A GTA lab is cooking up a female Viagra—but the complexity of women’s arousal may be too much for one drug.
“Sniff this for better sex” may sound like something one of your more interesting friends would say on a Saturday night. But that’s the basic idea behind the latest attempt to create a female Viagra: Tefina, a hormone-based nasal spray under development by Mississauga’s Trimel Pharmaceuticals.
It’s been 14 years since Viagra hit the market and revived the flagging sex lives of millions of men. With the little blue pill racking up sales of $2 billion a year, pharma companies have been desperate to find an equivalent drug for sexual dysfunction in women. So far, they’ve drawn a blank.
Trimel believes its spray can be used to counter a condition called anorgasmia—the inability to have orgasms—which affects between 10 and 30 per cent of women, and is recruiting volunteers for clinical trials in Toronto and elsewhere.
Tefina works like this: The spray supplements the body’s existing stores of testosterone, increasing sexual desire, boosting vaginal blood flow, and tipping the chances of an orgasm in the user’s favour. However, because the testosterone has to be absorbed by the body, advance planning is required. Trial doctors instruct women to “self-administer” a dose several hours before a “sexual encounter.”
Even if all goes to plan, it will be at least four years before Tefina is available. If the researchers succeed, they will have managed an impressive feat—navigating the fabulously complex world of the female sexual response.
Still, there are plenty of skeptics who doubt that a female equivalent for Viagra will ever exist. Solving sexual dysfunction in men is, with exceptions, usually a matter of hydraulics. But despite decades of research, doctors can’t even agree what constitutes female sexual dysfunction, let alone how to tackle it.

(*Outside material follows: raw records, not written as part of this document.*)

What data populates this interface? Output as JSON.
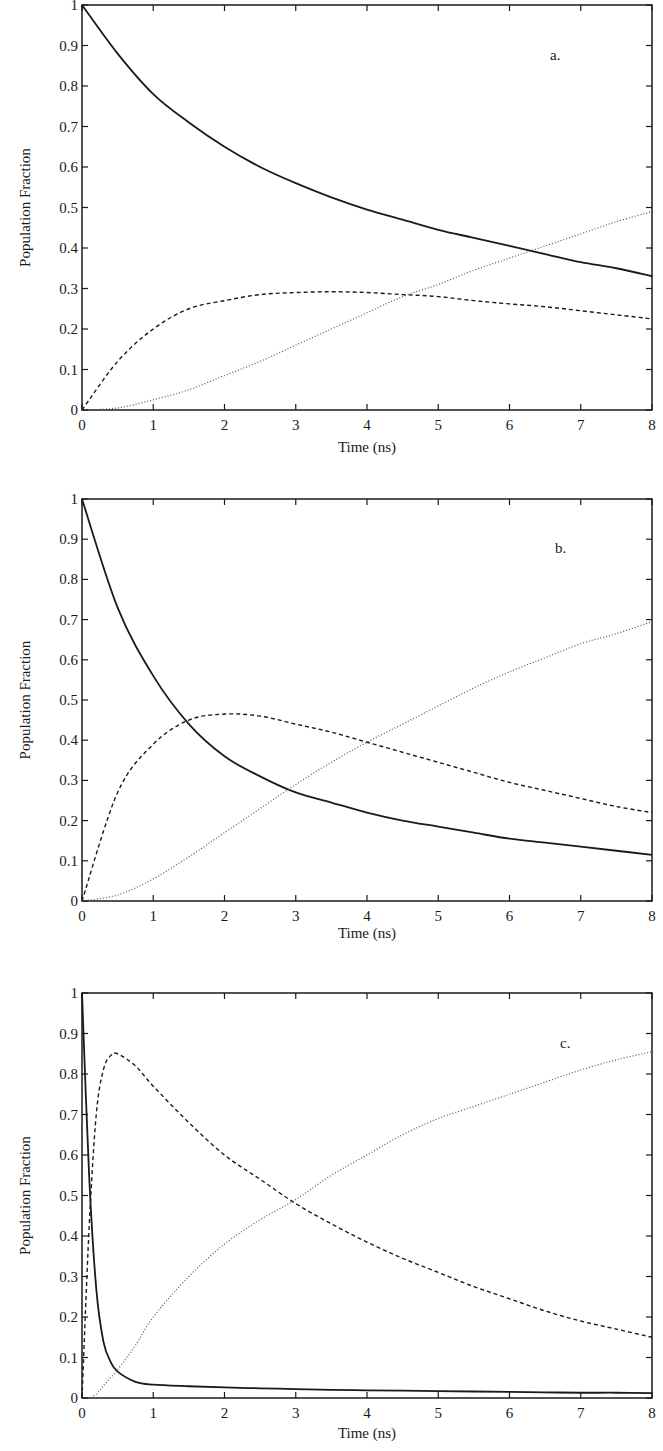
{
  "figure": {
    "panels": [
      "a.",
      "b.",
      "c."
    ]
  },
  "chart_data": [
    {
      "type": "line",
      "panel_label": "a.",
      "title": "",
      "xlabel": "Time (ns)",
      "ylabel": "Population Fraction",
      "xlim": [
        0,
        8
      ],
      "ylim": [
        0,
        1
      ],
      "x_ticks": [
        "0",
        "1",
        "2",
        "3",
        "4",
        "5",
        "6",
        "7",
        "8"
      ],
      "y_ticks": [
        "0",
        "0.1",
        "0.2",
        "0.3",
        "0.4",
        "0.5",
        "0.6",
        "0.7",
        "0.8",
        "0.9",
        "1"
      ],
      "grid": false,
      "legend": "none",
      "x": [
        0,
        0.5,
        1,
        1.5,
        2,
        2.5,
        3,
        3.5,
        4,
        4.5,
        5,
        5.5,
        6,
        6.5,
        7,
        7.5,
        8
      ],
      "series": [
        {
          "name": "solid",
          "style": "solid",
          "values": [
            1.0,
            0.88,
            0.78,
            0.71,
            0.65,
            0.6,
            0.56,
            0.525,
            0.495,
            0.47,
            0.445,
            0.425,
            0.405,
            0.385,
            0.365,
            0.35,
            0.33
          ]
        },
        {
          "name": "dashed",
          "style": "dashed",
          "values": [
            0.0,
            0.12,
            0.2,
            0.25,
            0.27,
            0.285,
            0.29,
            0.292,
            0.29,
            0.285,
            0.28,
            0.27,
            0.262,
            0.255,
            0.245,
            0.235,
            0.225
          ]
        },
        {
          "name": "dotted",
          "style": "dotted",
          "values": [
            0.0,
            0.005,
            0.025,
            0.05,
            0.085,
            0.12,
            0.16,
            0.2,
            0.24,
            0.28,
            0.31,
            0.345,
            0.375,
            0.405,
            0.435,
            0.465,
            0.49
          ]
        }
      ]
    },
    {
      "type": "line",
      "panel_label": "b.",
      "title": "",
      "xlabel": "Time (ns)",
      "ylabel": "Population Fraction",
      "xlim": [
        0,
        8
      ],
      "ylim": [
        0,
        1
      ],
      "x_ticks": [
        "0",
        "1",
        "2",
        "3",
        "4",
        "5",
        "6",
        "7",
        "8"
      ],
      "y_ticks": [
        "0",
        "0.1",
        "0.2",
        "0.3",
        "0.4",
        "0.5",
        "0.6",
        "0.7",
        "0.8",
        "0.9",
        "1"
      ],
      "grid": false,
      "legend": "none",
      "x": [
        0,
        0.5,
        1,
        1.5,
        2,
        2.5,
        3,
        3.5,
        4,
        4.5,
        5,
        5.5,
        6,
        6.5,
        7,
        7.5,
        8
      ],
      "series": [
        {
          "name": "solid",
          "style": "solid",
          "values": [
            1.0,
            0.73,
            0.56,
            0.44,
            0.36,
            0.31,
            0.27,
            0.245,
            0.22,
            0.2,
            0.185,
            0.17,
            0.155,
            0.145,
            0.135,
            0.125,
            0.115
          ]
        },
        {
          "name": "dashed",
          "style": "dashed",
          "values": [
            0.0,
            0.27,
            0.39,
            0.45,
            0.465,
            0.46,
            0.44,
            0.42,
            0.395,
            0.37,
            0.345,
            0.32,
            0.295,
            0.275,
            0.255,
            0.235,
            0.22
          ]
        },
        {
          "name": "dotted",
          "style": "dotted",
          "values": [
            0.0,
            0.015,
            0.055,
            0.11,
            0.17,
            0.23,
            0.29,
            0.345,
            0.395,
            0.44,
            0.485,
            0.53,
            0.57,
            0.605,
            0.64,
            0.665,
            0.695
          ]
        }
      ]
    },
    {
      "type": "line",
      "panel_label": "c.",
      "title": "",
      "xlabel": "Time (ns)",
      "ylabel": "Population Fraction",
      "xlim": [
        0,
        8
      ],
      "ylim": [
        0,
        1
      ],
      "x_ticks": [
        "0",
        "1",
        "2",
        "3",
        "4",
        "5",
        "6",
        "7",
        "8"
      ],
      "y_ticks": [
        "0",
        "0.1",
        "0.2",
        "0.3",
        "0.4",
        "0.5",
        "0.6",
        "0.7",
        "0.8",
        "0.9",
        "1"
      ],
      "grid": false,
      "legend": "none",
      "x": [
        0,
        0.1,
        0.2,
        0.3,
        0.4,
        0.5,
        0.75,
        1,
        1.5,
        2,
        2.5,
        3,
        3.5,
        4,
        4.5,
        5,
        5.5,
        6,
        6.5,
        7,
        7.5,
        8
      ],
      "series": [
        {
          "name": "solid",
          "style": "solid",
          "values": [
            1.0,
            0.55,
            0.27,
            0.14,
            0.09,
            0.065,
            0.04,
            0.033,
            0.029,
            0.026,
            0.024,
            0.022,
            0.02,
            0.019,
            0.018,
            0.017,
            0.016,
            0.015,
            0.014,
            0.013,
            0.013,
            0.012
          ]
        },
        {
          "name": "dashed",
          "style": "dashed",
          "values": [
            0.0,
            0.42,
            0.7,
            0.81,
            0.845,
            0.85,
            0.82,
            0.77,
            0.68,
            0.6,
            0.54,
            0.48,
            0.43,
            0.385,
            0.345,
            0.31,
            0.275,
            0.245,
            0.215,
            0.19,
            0.17,
            0.15
          ]
        },
        {
          "name": "dotted",
          "style": "dotted",
          "values": [
            0.0,
            0.0,
            0.01,
            0.03,
            0.05,
            0.07,
            0.13,
            0.2,
            0.3,
            0.38,
            0.44,
            0.49,
            0.55,
            0.6,
            0.65,
            0.69,
            0.72,
            0.75,
            0.78,
            0.81,
            0.835,
            0.855
          ]
        }
      ]
    }
  ]
}
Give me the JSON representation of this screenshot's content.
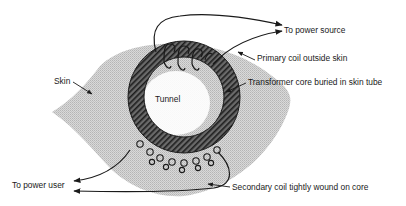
{
  "diagram": {
    "type": "illustration",
    "labels": {
      "skin": "Skin",
      "tunnel": "Tunnel",
      "to_power_source": "To power source",
      "primary_coil": "Primary coil outside skin",
      "transformer_core": "Transformer core buried in skin tube",
      "to_power_user": "To power user",
      "secondary_coil": "Secondary coil tightly wound on core"
    },
    "colors": {
      "skin_fill": "#cfcfcf",
      "core_fill": "#4a4a4a",
      "line": "#1a1a1a",
      "background": "#ffffff"
    },
    "components": [
      {
        "id": "skin",
        "label": "Skin"
      },
      {
        "id": "core",
        "label": "Transformer core buried in skin tube"
      },
      {
        "id": "tunnel",
        "label": "Tunnel"
      },
      {
        "id": "primary-coil",
        "label": "Primary coil outside skin",
        "connects_to": "To power source"
      },
      {
        "id": "secondary-coil",
        "label": "Secondary coil tightly wound on core",
        "connects_to": "To power user"
      }
    ]
  }
}
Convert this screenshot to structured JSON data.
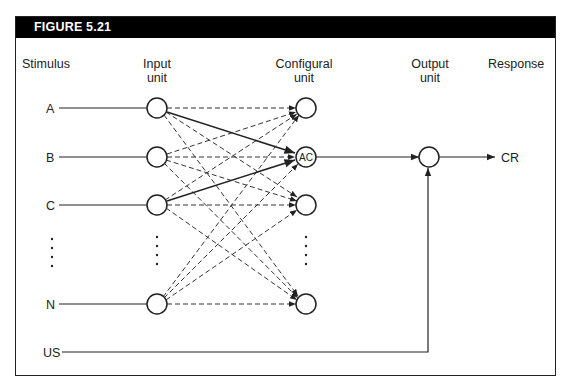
{
  "figure": {
    "title": "FIGURE 5.21"
  },
  "columns": {
    "stimulus": "Stimulus",
    "input_line1": "Input",
    "input_line2": "unit",
    "configural_line1": "Configural",
    "configural_line2": "unit",
    "output_line1": "Output",
    "output_line2": "unit",
    "response": "Response"
  },
  "stimuli": [
    "A",
    "B",
    "C",
    "N"
  ],
  "us_label": "US",
  "configural_active_label": "AC",
  "response_label": "CR",
  "colors": {
    "header_bg": "#000000",
    "line": "#222222",
    "background": "#ffffff"
  }
}
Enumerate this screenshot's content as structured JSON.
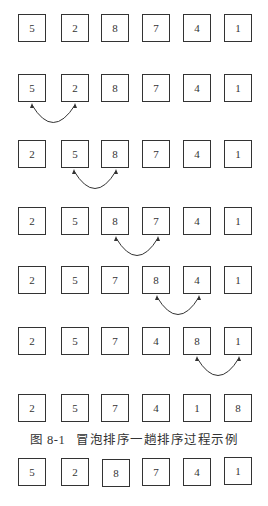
{
  "figure": {
    "caption": "图 8-1   冒泡排序一趟排序过程示例",
    "rows": [
      {
        "values": [
          "5",
          "2",
          "8",
          "7",
          "4",
          "1"
        ],
        "swap": null
      },
      {
        "values": [
          "5",
          "2",
          "8",
          "7",
          "4",
          "1"
        ],
        "swap": [
          0,
          1
        ]
      },
      {
        "values": [
          "2",
          "5",
          "8",
          "7",
          "4",
          "1"
        ],
        "swap": [
          1,
          2
        ]
      },
      {
        "values": [
          "2",
          "5",
          "8",
          "7",
          "4",
          "1"
        ],
        "swap": [
          2,
          3
        ]
      },
      {
        "values": [
          "2",
          "5",
          "7",
          "8",
          "4",
          "1"
        ],
        "swap": [
          3,
          4
        ]
      },
      {
        "values": [
          "2",
          "5",
          "7",
          "4",
          "8",
          "1"
        ],
        "swap": [
          4,
          5
        ]
      },
      {
        "values": [
          "2",
          "5",
          "7",
          "4",
          "1",
          "8"
        ],
        "swap": null
      }
    ],
    "after_caption_row": {
      "values": [
        "5",
        "2",
        "8",
        "7",
        "4",
        "1"
      ]
    }
  }
}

Kelly Suschinsky, a researcher in the Sexuality and Gender Laboratory at Queen’s University, spends her days hooking women up to vaginal probes and men to penile strain gauges (which measure the strength of an erection) to monitor sexual arousal. She says the sexes show very different responses to erotic stimuli (“porn” is a word frowned on in scientific circles). Her research suggests that the average woman’s brain and body aren’t always on speaking terms.
While straight guys respond best to images of straight action, and gay guys react mainly to gay stuff, heterosexual women respond—physiologically, if not mentally—to everything. Even two monkeys going at it create arousal. As Suschinsky says, “Women will show a response to a preferred sexual partner, but also to non-preferred sex acts.”

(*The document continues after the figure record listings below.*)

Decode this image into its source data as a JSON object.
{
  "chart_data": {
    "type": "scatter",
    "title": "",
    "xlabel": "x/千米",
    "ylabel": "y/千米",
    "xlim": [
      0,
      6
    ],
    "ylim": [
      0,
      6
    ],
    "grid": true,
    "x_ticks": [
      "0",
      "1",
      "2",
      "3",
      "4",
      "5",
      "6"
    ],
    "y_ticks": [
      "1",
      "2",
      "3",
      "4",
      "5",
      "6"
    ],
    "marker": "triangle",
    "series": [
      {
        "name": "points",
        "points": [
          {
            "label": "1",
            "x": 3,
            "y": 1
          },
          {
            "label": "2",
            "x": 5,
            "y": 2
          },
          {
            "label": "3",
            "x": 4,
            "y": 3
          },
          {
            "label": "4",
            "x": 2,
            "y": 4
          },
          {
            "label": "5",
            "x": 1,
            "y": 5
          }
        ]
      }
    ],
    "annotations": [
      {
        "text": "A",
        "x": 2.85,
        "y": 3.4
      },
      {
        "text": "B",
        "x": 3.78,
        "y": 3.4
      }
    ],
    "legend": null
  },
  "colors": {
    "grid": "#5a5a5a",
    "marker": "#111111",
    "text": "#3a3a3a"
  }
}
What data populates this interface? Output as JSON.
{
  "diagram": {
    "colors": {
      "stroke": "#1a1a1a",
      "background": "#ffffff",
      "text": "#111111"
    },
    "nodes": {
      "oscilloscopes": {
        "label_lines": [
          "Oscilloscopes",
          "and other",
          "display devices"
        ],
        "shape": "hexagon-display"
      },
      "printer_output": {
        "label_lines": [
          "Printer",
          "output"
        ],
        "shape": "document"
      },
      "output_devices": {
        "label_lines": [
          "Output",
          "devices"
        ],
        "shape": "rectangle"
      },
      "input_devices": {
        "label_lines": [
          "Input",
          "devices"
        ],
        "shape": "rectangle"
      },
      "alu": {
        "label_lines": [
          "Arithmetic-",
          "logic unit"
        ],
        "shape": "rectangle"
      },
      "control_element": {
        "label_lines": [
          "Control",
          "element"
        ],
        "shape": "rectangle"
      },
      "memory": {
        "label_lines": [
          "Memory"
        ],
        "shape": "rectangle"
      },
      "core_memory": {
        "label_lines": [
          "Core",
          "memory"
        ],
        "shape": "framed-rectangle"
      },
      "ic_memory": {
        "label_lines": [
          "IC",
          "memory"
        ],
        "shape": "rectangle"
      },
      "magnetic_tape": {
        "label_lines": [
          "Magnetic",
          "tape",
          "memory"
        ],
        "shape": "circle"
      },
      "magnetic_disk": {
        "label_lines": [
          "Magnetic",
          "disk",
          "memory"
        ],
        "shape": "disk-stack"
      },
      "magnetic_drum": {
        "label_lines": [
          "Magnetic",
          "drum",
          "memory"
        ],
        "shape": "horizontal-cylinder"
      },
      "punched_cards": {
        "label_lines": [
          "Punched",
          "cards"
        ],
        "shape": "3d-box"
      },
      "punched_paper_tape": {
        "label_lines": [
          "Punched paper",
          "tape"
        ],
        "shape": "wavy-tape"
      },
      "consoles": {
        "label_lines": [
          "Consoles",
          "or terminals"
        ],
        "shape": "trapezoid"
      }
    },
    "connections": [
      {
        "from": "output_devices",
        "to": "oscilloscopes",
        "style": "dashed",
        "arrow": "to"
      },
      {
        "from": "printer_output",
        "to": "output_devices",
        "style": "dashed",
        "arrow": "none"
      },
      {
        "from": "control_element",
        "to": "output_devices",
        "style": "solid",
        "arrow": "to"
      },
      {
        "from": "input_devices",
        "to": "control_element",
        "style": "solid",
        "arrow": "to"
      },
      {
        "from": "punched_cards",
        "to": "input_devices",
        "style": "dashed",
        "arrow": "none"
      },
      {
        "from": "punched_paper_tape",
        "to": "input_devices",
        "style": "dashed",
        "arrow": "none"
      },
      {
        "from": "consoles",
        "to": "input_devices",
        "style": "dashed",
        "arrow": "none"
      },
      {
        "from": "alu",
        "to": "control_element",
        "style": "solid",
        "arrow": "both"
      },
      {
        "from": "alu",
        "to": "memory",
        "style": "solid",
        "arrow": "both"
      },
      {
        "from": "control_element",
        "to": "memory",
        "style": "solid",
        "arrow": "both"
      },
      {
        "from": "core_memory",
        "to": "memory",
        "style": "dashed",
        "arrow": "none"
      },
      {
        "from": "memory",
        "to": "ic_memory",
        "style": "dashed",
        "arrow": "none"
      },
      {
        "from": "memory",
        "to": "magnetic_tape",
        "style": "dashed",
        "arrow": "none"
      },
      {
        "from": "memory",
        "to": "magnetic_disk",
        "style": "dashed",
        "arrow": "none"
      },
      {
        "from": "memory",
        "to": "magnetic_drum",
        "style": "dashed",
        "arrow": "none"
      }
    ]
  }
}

And here’s where it gets even trickier. Men were only aroused by the kind of stuff they actually said they liked. But as expected, the women participating in these studies usually reported that primate porn did nothing for them, even though the physical evidence suggested otherwise.
Likewise, many women who turn up in a doctor’s office complaining of a low sex drive or difficulty having orgasms actually have typical physiological responses to erotic stimuli. Several early efforts at female Viagra failed because they ramped up physical responses, but the women just didn’t notice. So treatments that focus on the body—hormones and neurotransmitters and the like—will only ever be partially successful. Rae Dolman, a sex therapist at Toronto’s Mount Sinai Hospital, suggests that the root of many female sexual problems lies in an unfortunate intersection between society’s dated attitudes to sex and a lack of education. “We learn that sex is intercourse, and that really great sex is intercourse where you both orgasm at the same time.”
That’s not easy to make happen due to some basic biological realities. In bed, a guy generally orgasms after seven to 10 minutes, whereas women tend to take closer to 20. Also, few women can actually orgasm from vaginal penetration alone; the clitoris has to be involved somehow.
Dolman suggests that a multi-pronged approach is best, using medications if something is clearly amiss with the plumbing, and a mixture of education, meditation, masturbation, and other techniques that focus more on the brain than the body. And she recommends relationship counselling. “If they’re in a relationship,” she says, “you almost always find that’s a component.”
So sniff all the testosterone you want. If your marriage is screwed, your chances of an orgasm might be as well.